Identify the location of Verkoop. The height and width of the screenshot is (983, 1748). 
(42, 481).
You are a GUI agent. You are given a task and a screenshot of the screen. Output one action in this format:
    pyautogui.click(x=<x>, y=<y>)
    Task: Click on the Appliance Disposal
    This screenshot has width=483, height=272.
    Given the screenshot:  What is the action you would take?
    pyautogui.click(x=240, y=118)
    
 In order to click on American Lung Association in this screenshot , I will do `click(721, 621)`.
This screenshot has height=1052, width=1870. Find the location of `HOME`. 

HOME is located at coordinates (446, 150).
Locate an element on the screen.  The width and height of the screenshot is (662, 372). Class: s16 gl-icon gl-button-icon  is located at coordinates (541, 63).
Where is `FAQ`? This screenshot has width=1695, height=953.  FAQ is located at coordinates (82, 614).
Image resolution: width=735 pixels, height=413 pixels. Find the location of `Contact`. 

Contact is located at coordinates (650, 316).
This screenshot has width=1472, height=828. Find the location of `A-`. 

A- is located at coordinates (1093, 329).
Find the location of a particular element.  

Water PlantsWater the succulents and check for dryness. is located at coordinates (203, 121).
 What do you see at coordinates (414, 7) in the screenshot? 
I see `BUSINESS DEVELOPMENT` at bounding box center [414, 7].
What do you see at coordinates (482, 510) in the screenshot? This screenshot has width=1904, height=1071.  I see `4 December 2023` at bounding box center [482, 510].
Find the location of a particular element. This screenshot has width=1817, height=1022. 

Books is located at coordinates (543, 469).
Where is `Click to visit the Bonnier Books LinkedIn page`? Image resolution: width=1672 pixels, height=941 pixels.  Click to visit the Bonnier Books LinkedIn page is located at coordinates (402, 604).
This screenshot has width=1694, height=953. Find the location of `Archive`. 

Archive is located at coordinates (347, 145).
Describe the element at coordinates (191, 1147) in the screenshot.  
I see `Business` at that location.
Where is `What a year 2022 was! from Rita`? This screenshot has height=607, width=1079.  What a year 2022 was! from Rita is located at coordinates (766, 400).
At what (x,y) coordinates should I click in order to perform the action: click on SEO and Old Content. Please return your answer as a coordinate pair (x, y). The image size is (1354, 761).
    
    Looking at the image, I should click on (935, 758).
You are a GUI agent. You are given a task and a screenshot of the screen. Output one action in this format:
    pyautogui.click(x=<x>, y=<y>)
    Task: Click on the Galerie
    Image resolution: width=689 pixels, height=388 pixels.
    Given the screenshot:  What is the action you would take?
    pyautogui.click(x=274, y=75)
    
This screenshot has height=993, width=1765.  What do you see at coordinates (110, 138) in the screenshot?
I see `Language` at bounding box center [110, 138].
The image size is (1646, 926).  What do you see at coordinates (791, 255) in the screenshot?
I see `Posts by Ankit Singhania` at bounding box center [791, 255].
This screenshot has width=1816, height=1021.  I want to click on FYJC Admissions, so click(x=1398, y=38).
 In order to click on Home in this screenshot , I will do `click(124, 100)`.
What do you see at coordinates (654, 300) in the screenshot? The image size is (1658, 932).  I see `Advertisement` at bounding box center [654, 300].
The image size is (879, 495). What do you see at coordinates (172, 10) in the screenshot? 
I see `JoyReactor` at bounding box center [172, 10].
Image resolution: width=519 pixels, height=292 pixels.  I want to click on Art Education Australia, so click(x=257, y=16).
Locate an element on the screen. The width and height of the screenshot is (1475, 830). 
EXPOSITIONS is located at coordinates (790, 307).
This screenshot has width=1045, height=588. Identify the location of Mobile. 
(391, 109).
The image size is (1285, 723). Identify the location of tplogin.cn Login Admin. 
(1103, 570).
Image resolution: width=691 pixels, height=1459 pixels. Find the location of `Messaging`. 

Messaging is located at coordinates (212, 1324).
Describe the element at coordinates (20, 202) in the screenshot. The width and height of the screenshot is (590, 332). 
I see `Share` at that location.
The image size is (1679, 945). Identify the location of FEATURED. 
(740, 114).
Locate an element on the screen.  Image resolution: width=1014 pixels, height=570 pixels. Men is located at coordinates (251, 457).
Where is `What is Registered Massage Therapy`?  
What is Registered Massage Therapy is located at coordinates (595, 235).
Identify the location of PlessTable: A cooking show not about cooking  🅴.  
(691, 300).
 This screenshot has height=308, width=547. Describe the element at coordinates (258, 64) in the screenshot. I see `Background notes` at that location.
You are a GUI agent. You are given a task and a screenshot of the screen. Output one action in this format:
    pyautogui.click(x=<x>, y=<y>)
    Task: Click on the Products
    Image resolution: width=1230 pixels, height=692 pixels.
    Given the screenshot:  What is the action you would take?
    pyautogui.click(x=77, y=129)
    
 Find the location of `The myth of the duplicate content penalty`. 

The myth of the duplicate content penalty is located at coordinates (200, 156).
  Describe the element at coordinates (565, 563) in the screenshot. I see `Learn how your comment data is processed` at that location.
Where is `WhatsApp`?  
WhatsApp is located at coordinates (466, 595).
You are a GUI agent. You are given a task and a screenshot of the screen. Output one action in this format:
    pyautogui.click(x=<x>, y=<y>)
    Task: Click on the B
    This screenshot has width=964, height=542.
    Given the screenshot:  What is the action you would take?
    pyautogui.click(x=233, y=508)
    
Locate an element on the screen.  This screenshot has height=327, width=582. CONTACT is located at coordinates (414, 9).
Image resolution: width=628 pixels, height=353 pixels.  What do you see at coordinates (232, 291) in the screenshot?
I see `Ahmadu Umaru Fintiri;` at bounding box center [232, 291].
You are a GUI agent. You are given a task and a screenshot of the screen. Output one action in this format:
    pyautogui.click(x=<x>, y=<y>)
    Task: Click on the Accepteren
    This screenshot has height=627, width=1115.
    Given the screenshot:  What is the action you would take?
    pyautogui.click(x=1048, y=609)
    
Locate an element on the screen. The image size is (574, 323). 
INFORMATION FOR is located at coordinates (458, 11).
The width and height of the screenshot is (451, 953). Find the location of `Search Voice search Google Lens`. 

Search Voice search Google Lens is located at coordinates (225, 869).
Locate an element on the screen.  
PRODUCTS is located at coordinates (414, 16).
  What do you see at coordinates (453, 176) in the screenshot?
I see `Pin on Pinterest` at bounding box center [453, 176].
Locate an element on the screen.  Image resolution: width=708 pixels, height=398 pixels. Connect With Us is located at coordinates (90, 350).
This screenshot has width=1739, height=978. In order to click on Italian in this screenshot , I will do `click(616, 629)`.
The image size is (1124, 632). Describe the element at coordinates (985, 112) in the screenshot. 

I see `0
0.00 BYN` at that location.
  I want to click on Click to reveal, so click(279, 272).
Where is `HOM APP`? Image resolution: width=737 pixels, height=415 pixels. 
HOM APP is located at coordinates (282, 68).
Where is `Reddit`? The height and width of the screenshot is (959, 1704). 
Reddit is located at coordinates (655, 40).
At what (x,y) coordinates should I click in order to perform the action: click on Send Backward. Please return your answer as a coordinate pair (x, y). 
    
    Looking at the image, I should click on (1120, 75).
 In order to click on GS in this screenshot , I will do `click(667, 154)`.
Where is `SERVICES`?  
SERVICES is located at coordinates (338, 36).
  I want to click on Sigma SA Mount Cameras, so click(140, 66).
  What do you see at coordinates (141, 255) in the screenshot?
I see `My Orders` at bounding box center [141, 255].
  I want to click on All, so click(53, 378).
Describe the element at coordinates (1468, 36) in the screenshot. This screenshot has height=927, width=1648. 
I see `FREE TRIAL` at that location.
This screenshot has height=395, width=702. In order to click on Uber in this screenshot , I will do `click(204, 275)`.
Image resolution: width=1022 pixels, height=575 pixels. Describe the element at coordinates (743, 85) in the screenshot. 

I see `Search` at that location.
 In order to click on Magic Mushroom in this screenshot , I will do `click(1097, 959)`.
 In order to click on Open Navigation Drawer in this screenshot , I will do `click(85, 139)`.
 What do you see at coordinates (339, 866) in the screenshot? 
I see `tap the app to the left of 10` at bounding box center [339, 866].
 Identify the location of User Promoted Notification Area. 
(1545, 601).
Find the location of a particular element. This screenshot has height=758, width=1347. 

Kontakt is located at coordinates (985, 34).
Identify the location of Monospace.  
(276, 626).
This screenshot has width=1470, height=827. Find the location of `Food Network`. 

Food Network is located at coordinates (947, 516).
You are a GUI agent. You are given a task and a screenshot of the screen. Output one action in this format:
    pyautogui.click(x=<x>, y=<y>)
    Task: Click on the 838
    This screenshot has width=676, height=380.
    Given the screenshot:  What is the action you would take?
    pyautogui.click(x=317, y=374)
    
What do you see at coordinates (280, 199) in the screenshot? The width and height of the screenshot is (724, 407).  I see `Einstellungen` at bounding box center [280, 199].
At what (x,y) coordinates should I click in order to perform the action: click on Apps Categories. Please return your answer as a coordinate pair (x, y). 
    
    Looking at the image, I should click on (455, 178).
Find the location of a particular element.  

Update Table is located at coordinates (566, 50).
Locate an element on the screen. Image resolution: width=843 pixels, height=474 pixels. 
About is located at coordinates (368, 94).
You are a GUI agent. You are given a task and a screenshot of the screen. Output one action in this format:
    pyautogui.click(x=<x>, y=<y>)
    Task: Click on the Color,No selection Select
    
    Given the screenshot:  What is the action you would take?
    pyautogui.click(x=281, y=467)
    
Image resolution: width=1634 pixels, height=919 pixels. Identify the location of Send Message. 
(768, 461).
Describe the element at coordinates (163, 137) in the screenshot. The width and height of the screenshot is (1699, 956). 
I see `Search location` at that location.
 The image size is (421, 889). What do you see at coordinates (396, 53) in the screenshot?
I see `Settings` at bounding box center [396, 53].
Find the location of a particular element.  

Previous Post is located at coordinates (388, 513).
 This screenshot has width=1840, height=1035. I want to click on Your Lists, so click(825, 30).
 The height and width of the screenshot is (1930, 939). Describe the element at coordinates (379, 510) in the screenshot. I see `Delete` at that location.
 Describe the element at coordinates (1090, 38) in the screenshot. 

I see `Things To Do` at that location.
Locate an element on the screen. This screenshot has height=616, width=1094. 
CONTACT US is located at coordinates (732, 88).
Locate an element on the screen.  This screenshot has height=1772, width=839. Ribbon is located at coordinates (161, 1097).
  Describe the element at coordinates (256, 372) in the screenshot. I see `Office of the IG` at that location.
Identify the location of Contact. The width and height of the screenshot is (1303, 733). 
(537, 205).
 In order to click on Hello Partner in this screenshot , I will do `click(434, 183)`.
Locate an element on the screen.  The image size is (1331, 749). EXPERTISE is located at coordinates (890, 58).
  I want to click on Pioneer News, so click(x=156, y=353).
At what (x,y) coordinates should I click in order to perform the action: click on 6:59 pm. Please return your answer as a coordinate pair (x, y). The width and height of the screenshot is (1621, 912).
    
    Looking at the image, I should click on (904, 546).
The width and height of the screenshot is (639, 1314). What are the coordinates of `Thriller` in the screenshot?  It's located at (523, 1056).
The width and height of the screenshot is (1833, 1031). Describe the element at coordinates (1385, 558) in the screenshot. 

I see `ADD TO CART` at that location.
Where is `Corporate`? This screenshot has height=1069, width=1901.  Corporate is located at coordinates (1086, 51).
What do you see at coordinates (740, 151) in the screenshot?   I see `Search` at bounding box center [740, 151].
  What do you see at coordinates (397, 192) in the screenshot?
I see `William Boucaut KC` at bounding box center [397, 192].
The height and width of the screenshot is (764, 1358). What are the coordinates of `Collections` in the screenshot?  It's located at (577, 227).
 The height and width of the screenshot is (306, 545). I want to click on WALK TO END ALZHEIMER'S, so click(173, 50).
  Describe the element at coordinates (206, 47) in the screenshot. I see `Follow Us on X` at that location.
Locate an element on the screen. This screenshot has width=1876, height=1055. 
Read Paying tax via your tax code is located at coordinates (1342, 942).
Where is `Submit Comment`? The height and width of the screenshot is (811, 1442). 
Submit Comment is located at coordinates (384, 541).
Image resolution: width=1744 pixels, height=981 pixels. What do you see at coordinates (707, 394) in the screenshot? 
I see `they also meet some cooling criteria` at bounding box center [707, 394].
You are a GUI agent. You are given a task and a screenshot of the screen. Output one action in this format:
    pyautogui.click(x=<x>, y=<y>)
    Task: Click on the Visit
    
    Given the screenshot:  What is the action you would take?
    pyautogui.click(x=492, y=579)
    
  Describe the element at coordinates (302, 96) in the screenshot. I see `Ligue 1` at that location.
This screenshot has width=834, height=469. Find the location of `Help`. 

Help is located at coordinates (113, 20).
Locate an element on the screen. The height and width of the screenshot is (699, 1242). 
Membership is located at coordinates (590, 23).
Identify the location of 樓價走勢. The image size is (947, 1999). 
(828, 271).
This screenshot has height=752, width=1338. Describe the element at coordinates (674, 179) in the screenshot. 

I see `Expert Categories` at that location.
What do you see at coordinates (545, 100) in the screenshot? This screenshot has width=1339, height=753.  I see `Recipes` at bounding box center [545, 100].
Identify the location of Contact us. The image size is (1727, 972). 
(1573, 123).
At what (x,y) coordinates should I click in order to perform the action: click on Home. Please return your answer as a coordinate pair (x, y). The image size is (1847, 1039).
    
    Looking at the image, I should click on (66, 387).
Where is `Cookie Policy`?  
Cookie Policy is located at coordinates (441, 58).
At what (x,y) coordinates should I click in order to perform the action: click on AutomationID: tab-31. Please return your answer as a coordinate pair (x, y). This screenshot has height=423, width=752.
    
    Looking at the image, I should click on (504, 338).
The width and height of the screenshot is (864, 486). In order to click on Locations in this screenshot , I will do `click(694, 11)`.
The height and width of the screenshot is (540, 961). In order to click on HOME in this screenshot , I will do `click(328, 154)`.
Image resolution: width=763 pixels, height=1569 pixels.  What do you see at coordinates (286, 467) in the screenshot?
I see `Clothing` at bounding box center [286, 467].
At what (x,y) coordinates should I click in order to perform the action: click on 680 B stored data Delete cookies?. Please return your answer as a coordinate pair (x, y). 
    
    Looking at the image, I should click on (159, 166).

━━━━━━━━━━━━━━━━━━━━

→ Activity:
Above are some lines. Repeat exactly, and only, those from the line that has "This screenshot has width=1816, height=1021." through the line that has "What do you see at coordinates (654, 300)".

→ Written answer:
This screenshot has width=1816, height=1021.  I want to click on FYJC Admissions, so click(x=1398, y=38).
 In order to click on Home in this screenshot , I will do `click(124, 100)`.
What do you see at coordinates (654, 300) in the screenshot? The image size is (1658, 932).  I see `Advertisement` at bounding box center [654, 300].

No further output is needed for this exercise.